Easy as pie with Martha Stewart
Whoever coined the phrase “easy as pie” clearly didn't bake much. Enter Martha Stewart... Again.
Stewart's latest cookbook — simply named “Pies and Tarts” — offers more than 150 recipes whose clear instructions, gorgeous photos and brevity (all recipes fit on one page) take the intimidation out of pastry. Organized by category from “classic” (think apple) to “free-form” (no pie plate handy?) to “artful” (double lattice crusts, shingled leaves), the book lets users pick pies according to their skill and occasion.
From savory tarts to mile-high meringues, the range of pastries offered makes the book useful for dinner or dessert, winter or summer, weeknights and weekends. Mini chicken potpies with herbed crust make a hearty winter meal, while vegetable tartlets filled with zucchini and tomatoes are an elegant summer lunch.
Everyday desserts such as the fruit tart with a cookie-like crust can be made all year long with whatever's in the market, and free-form galettes — in which the dough is simply rolled and folded over a mound of fresh fruit — are easy enough for a busy Tuesday night.
Even special occasion desserts like billowy Key lime pie with graham cracker crust and dainty tartlets filled with persimmon and caramel cream appear straightforward. For the holidays, you've got Neapolitan Easter pie filled with wheat berries and ricotta and a berry tart snuggled into a macaroon-like crust of coconut and egg white. And it is flour- and dairy-free for Passover.
True to the formula of Stewart's books, an instructional chapter offers the 1-2-3 of crust making, excellent tips about freezing ingredients so you're ready when guests pop by, and a graduated lesson on mastering pie-making skills from single-crust affairs to dried-fruit compotes with star-lattice designs.
Who knows? Maybe it was Stewart who called pie-making “easy.”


Problem details: Copy the lines below as they are; omit the images they contain.

>>>

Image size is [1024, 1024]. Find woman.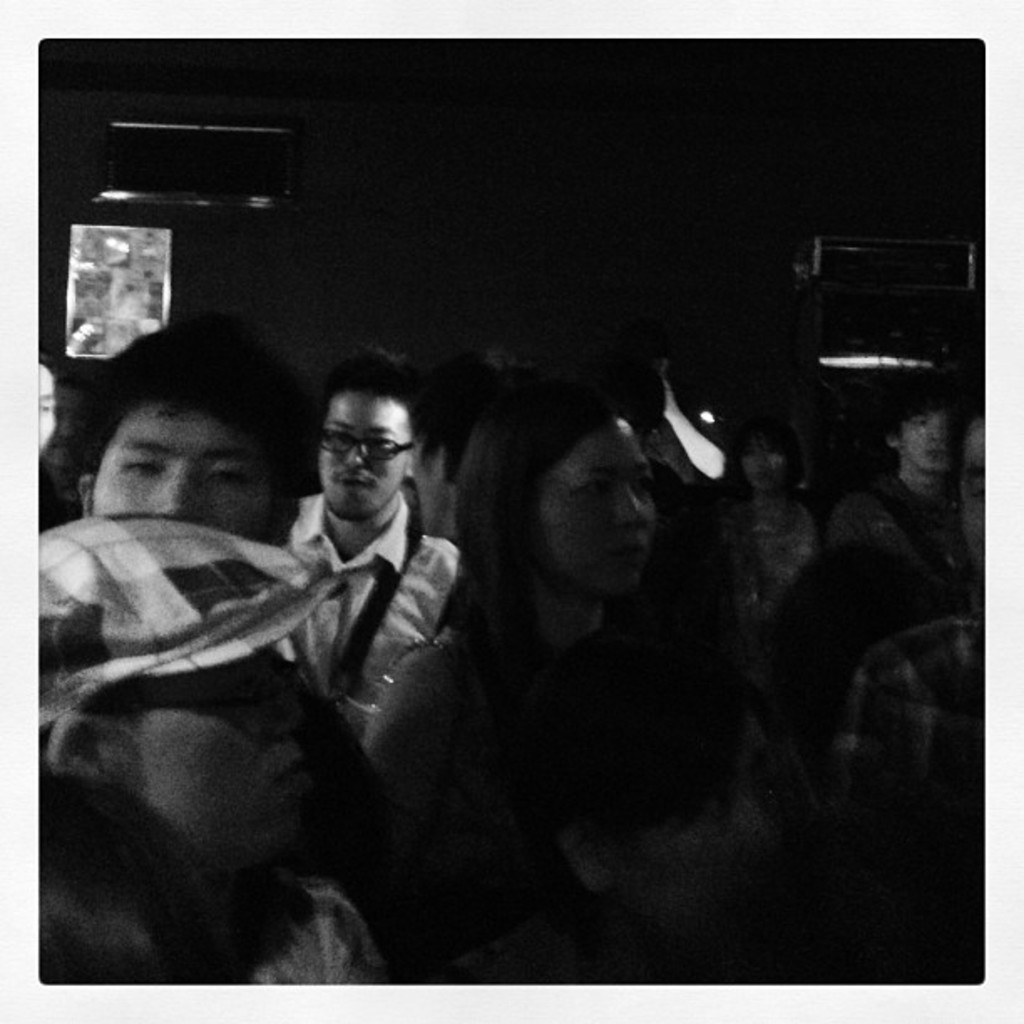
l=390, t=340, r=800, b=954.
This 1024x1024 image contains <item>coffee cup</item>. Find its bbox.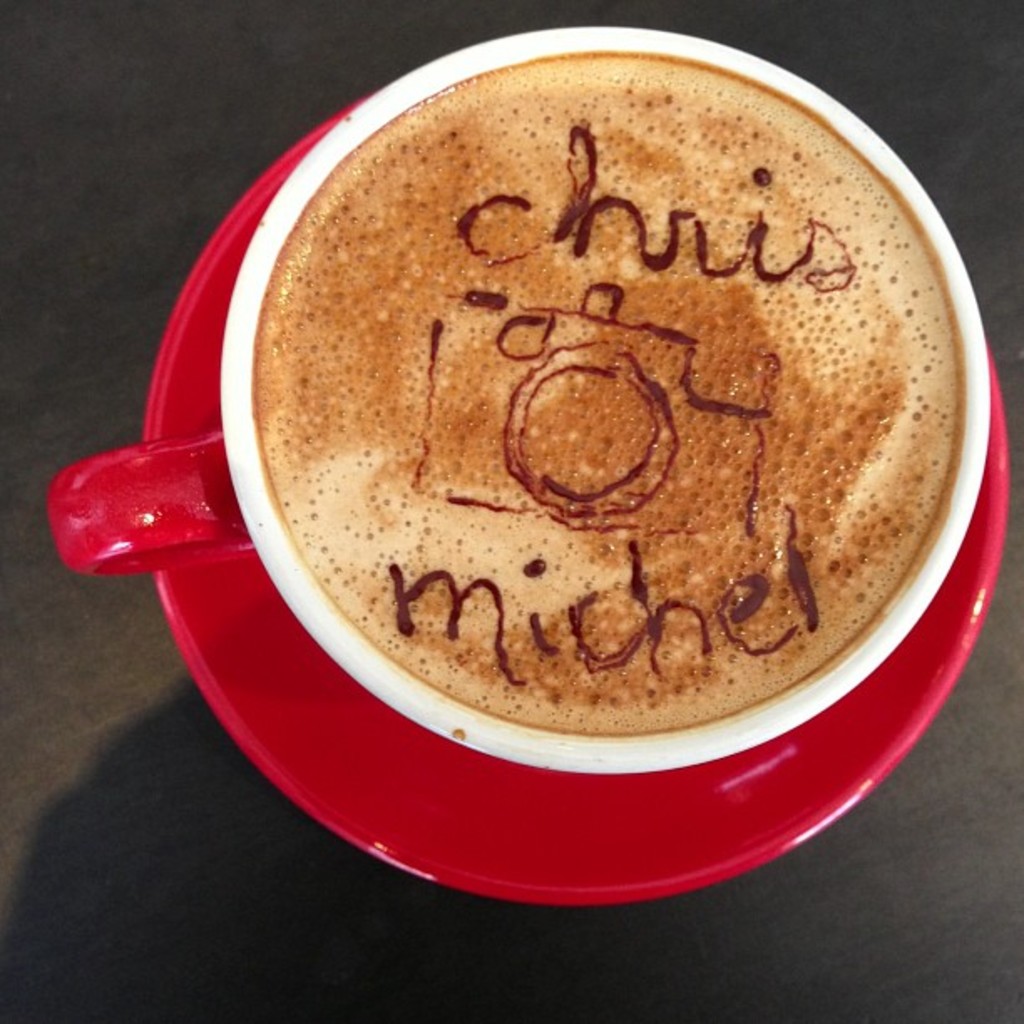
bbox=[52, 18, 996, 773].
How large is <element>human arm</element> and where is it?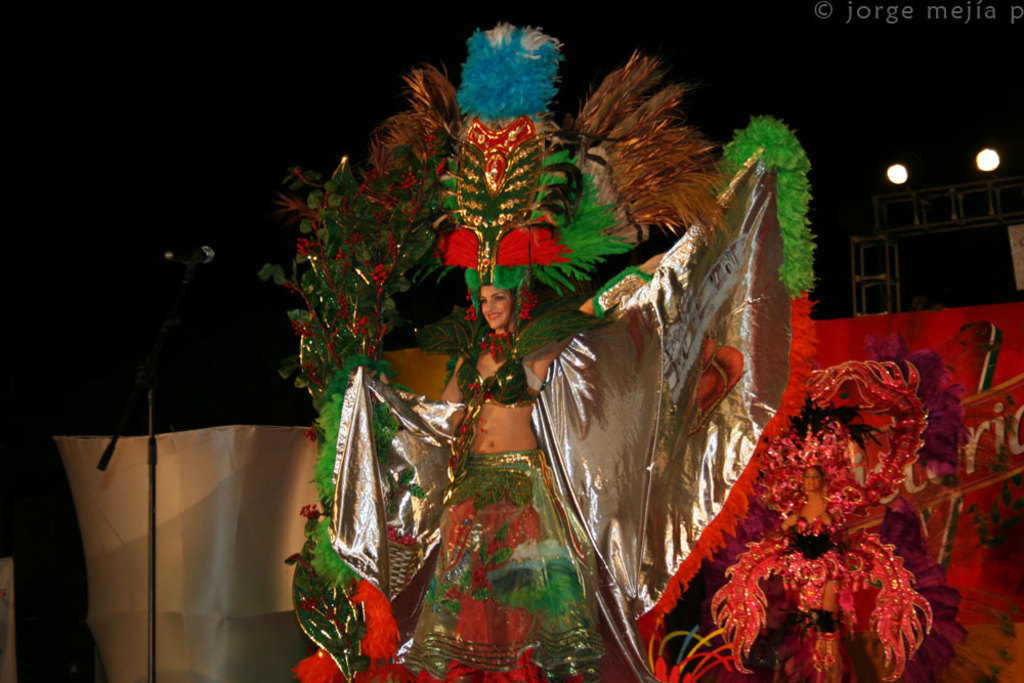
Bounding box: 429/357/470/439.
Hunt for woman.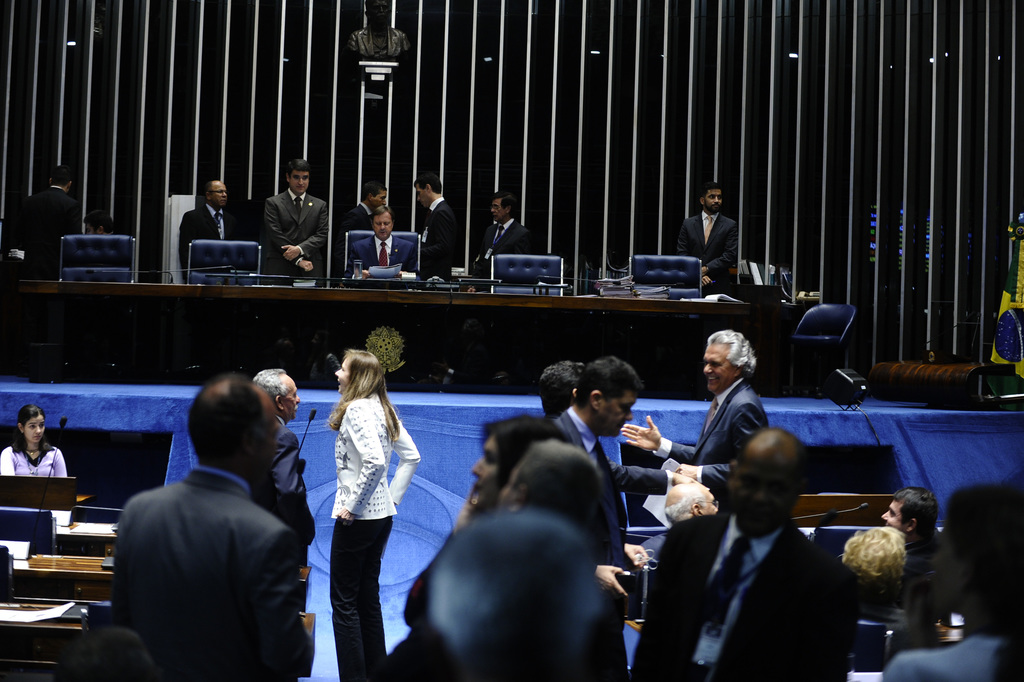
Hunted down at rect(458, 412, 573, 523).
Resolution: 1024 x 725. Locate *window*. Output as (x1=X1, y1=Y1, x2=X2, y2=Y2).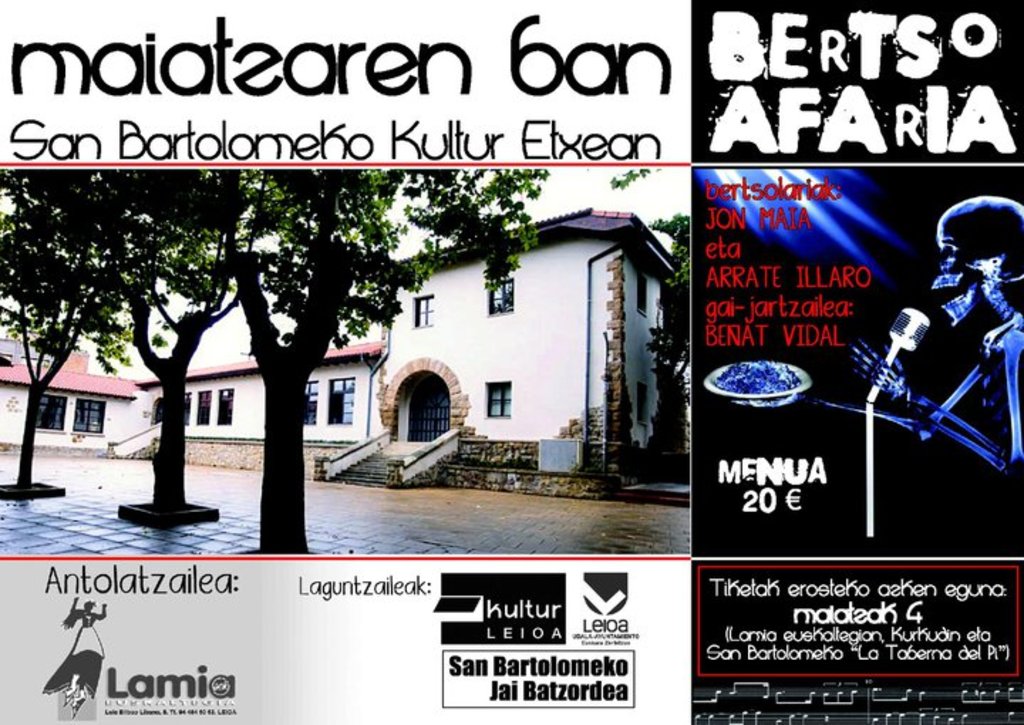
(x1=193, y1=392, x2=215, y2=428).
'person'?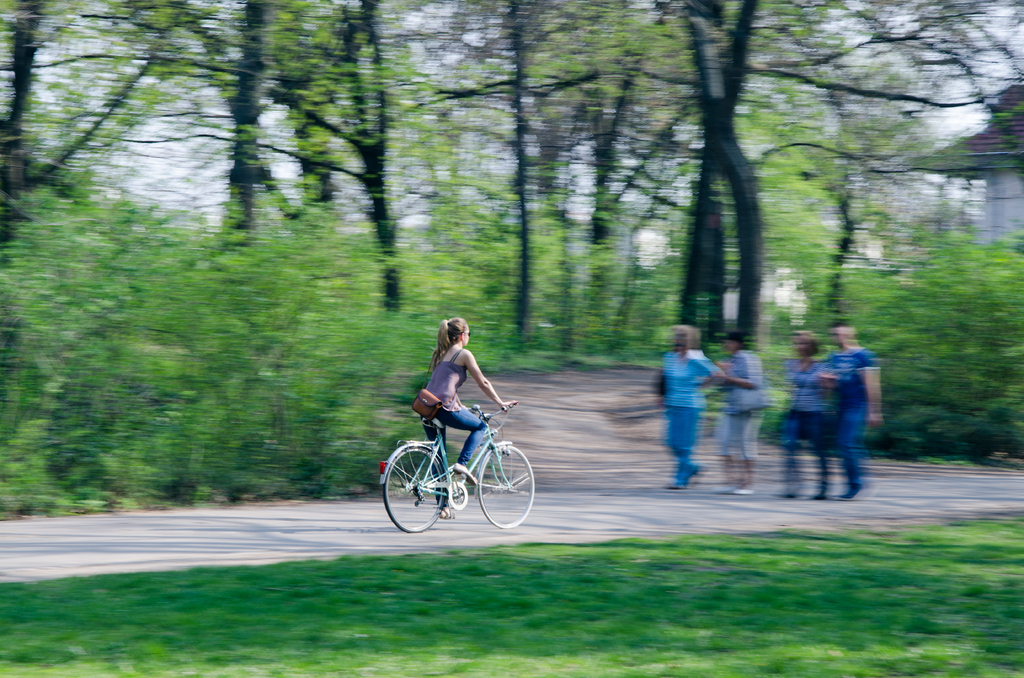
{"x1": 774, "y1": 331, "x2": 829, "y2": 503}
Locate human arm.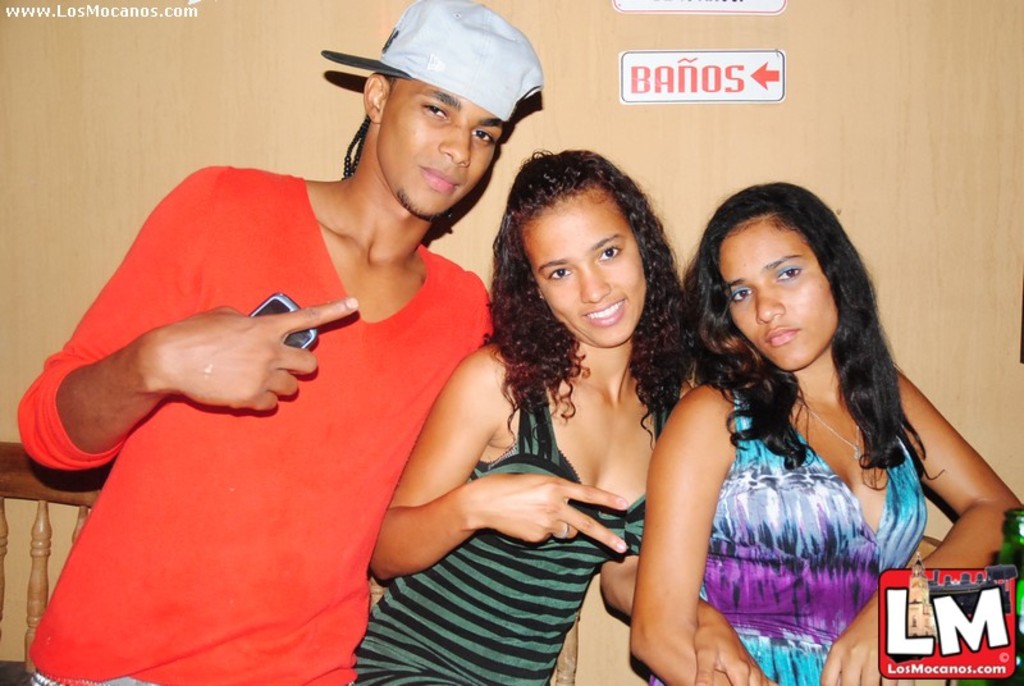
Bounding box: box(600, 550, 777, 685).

<<<

Written answer:
Image size is [1024, 1024]. Find woman.
l=390, t=340, r=800, b=954.
This 1024x1024 image contains <item>coffee cup</item>. Find its bbox.
bbox=[52, 18, 996, 773].
How large is <element>human arm</element> and where is it?
Bounding box: 429/357/470/439.
Hunt for woman.
Hunted down at rect(458, 412, 573, 523).
Resolution: 1024 x 725. Locate *window*. Output as (x1=X1, y1=Y1, x2=X2, y2=Y2).
(x1=193, y1=392, x2=215, y2=428).
'person'?
{"x1": 774, "y1": 331, "x2": 829, "y2": 503}
Locate human arm.
Bounding box: box(600, 550, 777, 685).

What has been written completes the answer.